In Robert Zemeckis’ 1992 black comedy Death Becomes Her, Meryl Streep plays Madeline Ashton, an aging Hollywood actress who pays a pretty penny for an elixir from a mysterious rejuvenation expert (Isabella Rossellini’s Lisle Von Rhuman). The elixir not only de-ages her, but also immortalizes her youth.
In the pivotal transformation scene, she drinks the glowing pink potion and her butt is instantly lifted to a perkier position. The liver spots on her hand disappear. The gap between her breasts closes. And the skin on her face tightens and is visibly more supple, as if the collagen she naturally lost as she aged was returned to her. In sheer elation she exclaims, “I’m a girl!”

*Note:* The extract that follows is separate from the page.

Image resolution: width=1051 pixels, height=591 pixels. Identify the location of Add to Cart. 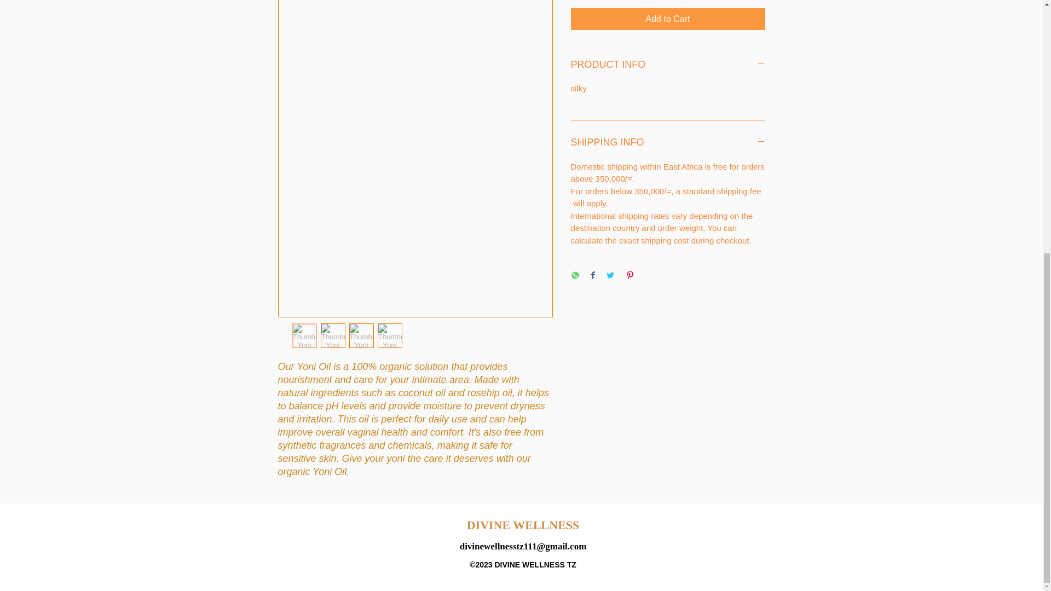
(668, 19).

In 2022, these body transformations are possible through surgical lifts of the butt, breasts and face, or digitally through apps like Facetune, which has been downloaded upwards of 200 million times. In writer Allie Rowbottom’s debut novel, Aesthetica, there is an equally desirable and dangerous inverse surgery, one that restores bodies by undoing previous procedures. In her fictional world, the magic potion is an edit button with the power to delete.
Aesthetica’s protagonist, Anna Wrey, is a 35-year-old former Instagram influencer who has elected to have the Aesthetica surgery — a costly and experimental procedure that is only available in Los Angeles. That’s in the present day, in 2032. Back in 2017, she is a hungry but naive 19-year-old who gets wrapped up in Los Angeles’s influencer cult(ure) and is catapulted into mid-tier celebrity status with the help of a much older manager-boyfriend named Jake, who constantly uses and mispronounces the word “aesthetic.” The timing is a useful frame as Anna comes of age in a not-long-ago era, which The New Yorker’s Jia Tolentino declared “The Age of Instagram Face” in a 2019 essay. Readers can readily remember the clashing cultural mores, aesthetic goals and feminist beliefs that we continue to grapple with today.
Media outlets that cover beauty constantly announce new trends as pathways to the ideal body. The Brazilian butt lift came to define the 2010s despite worryingly high mortality rates. And more recently, as The New York Post noted crassly, some celebrities have returned to the “heroin-chic” thinness of ’90s supermodels. The constant stream of new beauty and body trends, some cyclical, some diametrically opposed, are a reminder that the concept of an ideal body was only ever meant to be a marketing goldmine, not an achievable goal. On TikTok, videos tagged ‘plastic surgery’ have reached over 15 billion views and birthed a cottage industry of plastic surgeons analyzing people’s faces.